Allegations against Vonnahmen

Three men made formal accusations against Vonnahmen in the 1990s, prior to the lawsuit filed by “J. Christ” in 2014, all but one regarding allegations from years prior when the plaintiffs were youth campers at Camp Ondessonk. The victims cited various but similar reasons for waiting decades to come forward, including that they did not think they would be believed because of Vonnahmen’s holy status.

One man, then living in Albuquerque, New Mexico., claimed in a civil lawsuit he was seduced and sodomized in 1981 when he was a youth camper at Camp Ondessonk. That man was quoted in an article by The Associated Press at the time saying Vonnahmen had told him that if he disclosed what had happened, Vonnahmen threatened to tell his parents that he tried to burn down a building and kill a horse. “He stole … my dignity, my spirituality and my body,” the victim was quoted as saying.

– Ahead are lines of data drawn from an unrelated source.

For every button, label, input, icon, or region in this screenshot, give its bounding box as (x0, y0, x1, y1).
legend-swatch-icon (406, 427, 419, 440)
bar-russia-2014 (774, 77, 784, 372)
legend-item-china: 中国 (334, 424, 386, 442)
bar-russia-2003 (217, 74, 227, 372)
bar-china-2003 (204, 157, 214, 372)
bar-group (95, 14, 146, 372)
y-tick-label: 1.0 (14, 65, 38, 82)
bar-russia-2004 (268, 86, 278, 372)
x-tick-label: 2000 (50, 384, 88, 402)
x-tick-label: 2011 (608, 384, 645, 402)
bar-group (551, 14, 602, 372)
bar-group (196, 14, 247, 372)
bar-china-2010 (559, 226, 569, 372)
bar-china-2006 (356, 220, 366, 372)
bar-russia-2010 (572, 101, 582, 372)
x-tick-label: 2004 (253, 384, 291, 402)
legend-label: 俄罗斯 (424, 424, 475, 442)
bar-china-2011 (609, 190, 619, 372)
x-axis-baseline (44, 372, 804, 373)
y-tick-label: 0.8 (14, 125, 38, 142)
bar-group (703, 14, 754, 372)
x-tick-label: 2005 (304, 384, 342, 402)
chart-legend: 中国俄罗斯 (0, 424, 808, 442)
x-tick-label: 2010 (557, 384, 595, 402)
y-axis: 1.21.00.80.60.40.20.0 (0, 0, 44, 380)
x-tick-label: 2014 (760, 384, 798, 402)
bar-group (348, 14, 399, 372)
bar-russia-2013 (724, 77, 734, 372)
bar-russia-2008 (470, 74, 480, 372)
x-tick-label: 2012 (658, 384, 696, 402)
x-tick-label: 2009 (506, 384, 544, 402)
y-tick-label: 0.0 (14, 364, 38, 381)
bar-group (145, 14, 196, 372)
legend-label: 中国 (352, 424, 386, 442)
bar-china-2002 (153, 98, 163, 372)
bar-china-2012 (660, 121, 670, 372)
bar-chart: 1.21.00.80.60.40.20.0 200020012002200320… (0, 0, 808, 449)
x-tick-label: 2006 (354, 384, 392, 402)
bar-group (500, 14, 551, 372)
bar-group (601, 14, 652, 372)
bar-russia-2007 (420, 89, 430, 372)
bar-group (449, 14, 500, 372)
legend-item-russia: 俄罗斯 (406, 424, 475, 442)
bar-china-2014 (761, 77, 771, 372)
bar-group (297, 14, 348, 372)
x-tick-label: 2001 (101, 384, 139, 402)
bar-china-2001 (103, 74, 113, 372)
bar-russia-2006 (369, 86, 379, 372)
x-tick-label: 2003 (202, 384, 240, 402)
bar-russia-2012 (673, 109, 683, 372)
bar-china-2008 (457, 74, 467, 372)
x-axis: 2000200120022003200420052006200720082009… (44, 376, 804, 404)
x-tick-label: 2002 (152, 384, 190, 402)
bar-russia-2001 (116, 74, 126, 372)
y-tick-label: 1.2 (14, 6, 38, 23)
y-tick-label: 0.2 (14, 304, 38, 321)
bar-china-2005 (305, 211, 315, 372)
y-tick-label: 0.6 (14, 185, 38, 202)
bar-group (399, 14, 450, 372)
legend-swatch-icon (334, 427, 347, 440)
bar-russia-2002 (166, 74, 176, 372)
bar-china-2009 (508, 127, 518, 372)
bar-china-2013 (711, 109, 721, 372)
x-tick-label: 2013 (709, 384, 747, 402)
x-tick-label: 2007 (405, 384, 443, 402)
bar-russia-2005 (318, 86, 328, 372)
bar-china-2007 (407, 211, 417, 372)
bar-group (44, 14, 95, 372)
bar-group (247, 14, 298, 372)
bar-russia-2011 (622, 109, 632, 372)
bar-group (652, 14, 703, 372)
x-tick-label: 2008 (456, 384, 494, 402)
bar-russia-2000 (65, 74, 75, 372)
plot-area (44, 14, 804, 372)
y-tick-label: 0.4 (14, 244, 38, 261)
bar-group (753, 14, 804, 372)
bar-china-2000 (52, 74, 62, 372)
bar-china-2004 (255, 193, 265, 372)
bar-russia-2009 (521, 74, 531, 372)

Another man from the Carbondale area also filed a lawsuit alleging Vonnahmen initiated a sexual relationship with him when he was 15 years old and that continued for 16 years thereafter. According to court records, that man testified he did not come forward until adulthood because it wasn’t until after other reports surfaced of allegations of Vonnnahmen’s abuse of minors that he realized his relationship with the then-priest was not special. After speaking with a therapist, the man testified he became more aware of the inappropriate nature of the relationship, and the degree to which he was taken advantage of as a child. The man testified that Vonnahmen had told him their conduct was not sinful and was part of God’s plan for him.

The lawsuits were dismissed with rulings not on the merits of the accusations but that the statute of limitations had passed.

Another Carbondale man previously employed by the church-affiliated Golden Frontier Tours also accused Vonnahmen in the early 1990s of unwanted sexual advances. His claim was settled out of court, and both the accuser and his lawyers are barred from discussing terms of the settlement per the agreement, said Diane Speir, a Murphysboro attorney who represented that man in what she described as an employee discrimination case.

Speir said that when that case made headlines, she received calls from at least five other people, alleging that they also were victims of Vonnahmen’s. She said that most chose not to go public with their allegations over statute of limitations concerns. But she recalled it as a very difficult time for many. She said that time was even more difficult for people considering coming forward because people in the community were more likely to believe priests over victims. Speir recalled some of those individuals calling her cell phone at night in tears as they recounted painful memories of alleged abuse by the religious leader.

“I hope this brings some closure and peace for victims,” Speir said of Vonnahmen’s death. She said she was not aware he had died prior to being informed by the newspaper.

A plea for closure 

Given the seriousness of the allegations against Vonnahmen that led to his defrocking, Clohessy said Bishop Braxton knows those alleged victims might “sleep a little better tonight if they knew Vonnahmen can’t hurt kids anymore.” “But, like bishops have done for centuries,” Clohessy said, “Braxton makes the self-serving, but irresponsible decision to keep silent.”

When the newspaper reached out to the Belleville Diocese on early Friday afternoon, a woman who answered the phone took a detailed message about the nature of the newspaper’s request for comment. That call had not been returned as of press time. The woman said the priest who typically serves as spokesman was not in the office on Friday.